On the Issues:
Compassion for Working Families
Qasim Rashid seeks to deliver economic justice for every American across our diverse communities. We must define economic success not by outdated metrics such as stock market gains but as economic security for each and every working class American.
We can provide economic security by making sure workers get paid a living wage and what they deserve. Americans are working harder and more efficiently than ever, and we must respond by increasing the minimum wage, creating new jobs and protecting the environment with investments in green infrastructure, protecting workers’ rights and workplace safety, and enabling entrepreneurship.
- No American should face pay discrimination based on gender, race, or any other criteria that does not impact job performance and productivity.
- No American worker should have to decide between having a particular job and starting a family. A compassionate economy requires gender pay equity and paid family leave for every worker.
- It’s time to increase the minimum wage to $15/hour and index the minimum wage to cost of living increases. Wages and salaries paid to workers have not kept up with increasing worker productivity. We can help working families achieve economic security by making sure workers get paid for increased efficiency and hard work.
- We must protect gig-economy workers by enacting a Contract Labor Minimum wage of $25/hour. More and more Americans now make ends meet working several minimum wage or gig economy jobs. We must deliver common-sense solutions for these hard-working Americans. In many industries, employers use contract labor that no firm actually employs and take advantage of low-skilled workers and immigrants who have few choices. This includes contract labor in construction, rideshare, freelance writing, and other gig economy jobs.
- We can address climate change more aggressively while supporting American workers by creating millions of new jobs through investments in 21st Century transportation, utility, and green energy infrastructure. As the economy shifts from legacy fossil fuels and manufacturing to more technology-driven jobs we must guarantee retraining and reemployment in a green infrastructure job to workers displaced from obsolete extraction and manufacturing industries.
- Too many American workers depend on their job for health insurance. This limits their ability to seek new opportunities, including a chance to start small businesses. It limits their freedom. This system leaves those without employer health insurance subject to bankruptcy in the event them or a family member falls ill. We can empower American entrepreneurship and protect American working families from bankruptcy due to illness by passing Medicare for All and making sure every American has comprehensive health insurance with no copays, deductibles, or annual or lifetime caps.
- It’s time to protect workers’ rights and by repealing so-called “right-to-work laws” which regulate negotiations between labor and management by tying the hands of workers who want to organize and bargain collectively.. A functional economy requires a labor force that can negotiate with employers on an even playing field.
- US corporations have turned labor into a commodity. At-will employment laws make it possible for employers to ignore the dignity of the human beings who actually do the work. Firms need to have the ability to manage their workforce to meet changing requirements, but workers deserve security as well. We can give them some measure of security by mandating a lump-sum severance package for every worker not fired for cause based on wage or salary and length of service. Employers must extend health insurance coverage for employees who get coverage through their job for six months or until reemployed.
- Trade agreements like NAFTA do not require worker safety or environmental protections. Foreign companies can provide cheaper labor because they don’t have to comply with American safety regulations. American companies take advantage of lax regulations that put workers in danger. We need to protect American workers from unfair overseas competition by renegotiating trade agreements to include foreign worker protection. It’s time to levy a $10K tax surcharge, that cannot be offset with deductions, on every job corporations ship overseas or eliminate using technology, and use this revenue for retraining displaced workers.
- US tax policy punishes wage labor while protecting investment income from taxes. These policies contribute to income inequality and limit opportunities for Americans who have had no opportunity to build or inherit wealth. Social Security and Medicare payroll taxes are the clearest examples of this problem. Billionaires and members of American’s top 1% must pay their fair share. Our tax policies during the mid-20th century offered a more equitable tax model than the one we have today. We can make tax policy fairer and protect Social Security and Medicare by applying payroll taxes to all forms of income in any amount, including capital gains and other investment income and carried interest. This will lift up small businesses, the middle class, and working families all over the country.
- Every year, almost three million Americans suffer injuries or illness on the job. This includes workplace accidents in manufacturing, construction, and service industry workplaces and first responders exposed to disease and hazardous materials in the course of protecting the rest of us from these dangers. We need to strengthen general workplace safety rules and their enforcement. It’s also time to stop forcing first responders to jump through hoops to demonstrate a workplace connection when they face cancer and other diseases because of exposure to hazardous materials and dangerous chemicals.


◆ Work order ◆
Only the images are to be dropped; the records themselves must be repeated exactly.

======== Listed entries

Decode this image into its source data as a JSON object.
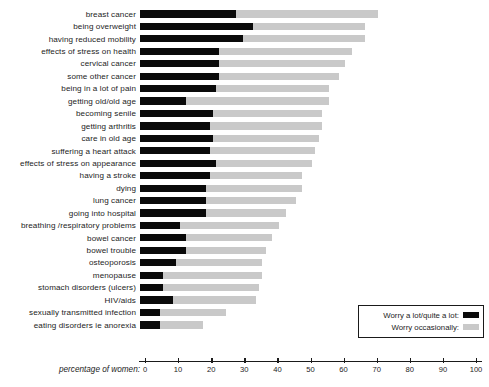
{
  "chart_data": {
    "type": "bar",
    "orientation": "horizontal",
    "stacked": true,
    "title": "",
    "xlabel": "percentage of women:",
    "ylabel": "",
    "xlim": [
      0,
      100
    ],
    "xticks": [
      0,
      10,
      20,
      30,
      40,
      50,
      60,
      70,
      80,
      90,
      100
    ],
    "grid": false,
    "legend_position": "bottom-right",
    "colors": {
      "worry_a_lot": "#0a0a0a",
      "worry_occasionally": "#c9c9c9",
      "axis": "#1a1a1a",
      "text": "#1c1c1c",
      "background": "#ffffff"
    },
    "categories": [
      "breast cancer",
      "being overweight",
      "having reduced mobility",
      "effects of stress on health",
      "cervical cancer",
      "some other cancer",
      "being in a lot of pain",
      "getting old/old age",
      "becoming senile",
      "getting arthritis",
      "care in old age",
      "suffering a heart attack",
      "effects of stress on appearance",
      "having a stroke",
      "dying",
      "lung cancer",
      "going into hospital",
      "breathing /respiratory problems",
      "bowel cancer",
      "bowel trouble",
      "osteoporosis",
      "menopause",
      "stomach disorders (ulcers)",
      "HIV/aids",
      "sexually transmitted infection",
      "eating disorders ie anorexia"
    ],
    "series": [
      {
        "name": "Worry a lot/quite a lot:",
        "color": "#0a0a0a",
        "values": [
          29,
          34,
          31,
          24,
          24,
          24,
          23,
          14,
          22,
          21,
          22,
          21,
          23,
          21,
          20,
          20,
          20,
          12,
          14,
          14,
          11,
          7,
          7,
          10,
          6,
          6
        ]
      },
      {
        "name": "Worry occasionally:",
        "color": "#c9c9c9",
        "values": [
          43,
          34,
          37,
          40,
          38,
          36,
          34,
          43,
          33,
          34,
          32,
          32,
          29,
          28,
          29,
          27,
          24,
          30,
          26,
          24,
          26,
          30,
          29,
          25,
          20,
          13
        ]
      }
    ],
    "totals": [
      72,
      68,
      68,
      64,
      62,
      60,
      57,
      57,
      55,
      55,
      54,
      53,
      52,
      49,
      49,
      47,
      44,
      42,
      40,
      38,
      37,
      37,
      36,
      35,
      26,
      19
    ]
  },
  "axis": {
    "title": "percentage of women:",
    "ticks": [
      "0",
      "10",
      "20",
      "30",
      "40",
      "50",
      "60",
      "70",
      "80",
      "90",
      "100"
    ]
  },
  "legend": {
    "items": [
      {
        "label": "Worry a lot/quite a lot:",
        "swatch": "black-swatch"
      },
      {
        "label": "Worry occasionally:",
        "swatch": "gray-swatch"
      }
    ]
  }
}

================

◆ Response to this task ◆
Decode this image into its source data as a JSON object.
{
  "chart_data": {
    "type": "bar",
    "orientation": "horizontal",
    "stacked": true,
    "title": "",
    "xlabel": "percentage of women:",
    "ylabel": "",
    "xlim": [
      0,
      100
    ],
    "xticks": [
      0,
      10,
      20,
      30,
      40,
      50,
      60,
      70,
      80,
      90,
      100
    ],
    "grid": false,
    "legend_position": "bottom-right",
    "colors": {
      "worry_a_lot": "#0a0a0a",
      "worry_occasionally": "#c9c9c9",
      "axis": "#1a1a1a",
      "text": "#1c1c1c",
      "background": "#ffffff"
    },
    "categories": [
      "breast cancer",
      "being overweight",
      "having reduced mobility",
      "effects of stress on health",
      "cervical cancer",
      "some other cancer",
      "being in a lot of pain",
      "getting old/old age",
      "becoming senile",
      "getting arthritis",
      "care in old age",
      "suffering a heart attack",
      "effects of stress on appearance",
      "having a stroke",
      "dying",
      "lung cancer",
      "going into hospital",
      "breathing /respiratory problems",
      "bowel cancer",
      "bowel trouble",
      "osteoporosis",
      "menopause",
      "stomach disorders (ulcers)",
      "HIV/aids",
      "sexually transmitted infection",
      "eating disorders ie anorexia"
    ],
    "series": [
      {
        "name": "Worry a lot/quite a lot:",
        "color": "#0a0a0a",
        "values": [
          29,
          34,
          31,
          24,
          24,
          24,
          23,
          14,
          22,
          21,
          22,
          21,
          23,
          21,
          20,
          20,
          20,
          12,
          14,
          14,
          11,
          7,
          7,
          10,
          6,
          6
        ]
      },
      {
        "name": "Worry occasionally:",
        "color": "#c9c9c9",
        "values": [
          43,
          34,
          37,
          40,
          38,
          36,
          34,
          43,
          33,
          34,
          32,
          32,
          29,
          28,
          29,
          27,
          24,
          30,
          26,
          24,
          26,
          30,
          29,
          25,
          20,
          13
        ]
      }
    ],
    "totals": [
      72,
      68,
      68,
      64,
      62,
      60,
      57,
      57,
      55,
      55,
      54,
      53,
      52,
      49,
      49,
      47,
      44,
      42,
      40,
      38,
      37,
      37,
      36,
      35,
      26,
      19
    ]
  },
  "axis": {
    "title": "percentage of women:",
    "ticks": [
      "0",
      "10",
      "20",
      "30",
      "40",
      "50",
      "60",
      "70",
      "80",
      "90",
      "100"
    ]
  },
  "legend": {
    "items": [
      {
        "label": "Worry a lot/quite a lot:",
        "swatch": "black-swatch"
      },
      {
        "label": "Worry occasionally:",
        "swatch": "gray-swatch"
      }
    ]
  }
}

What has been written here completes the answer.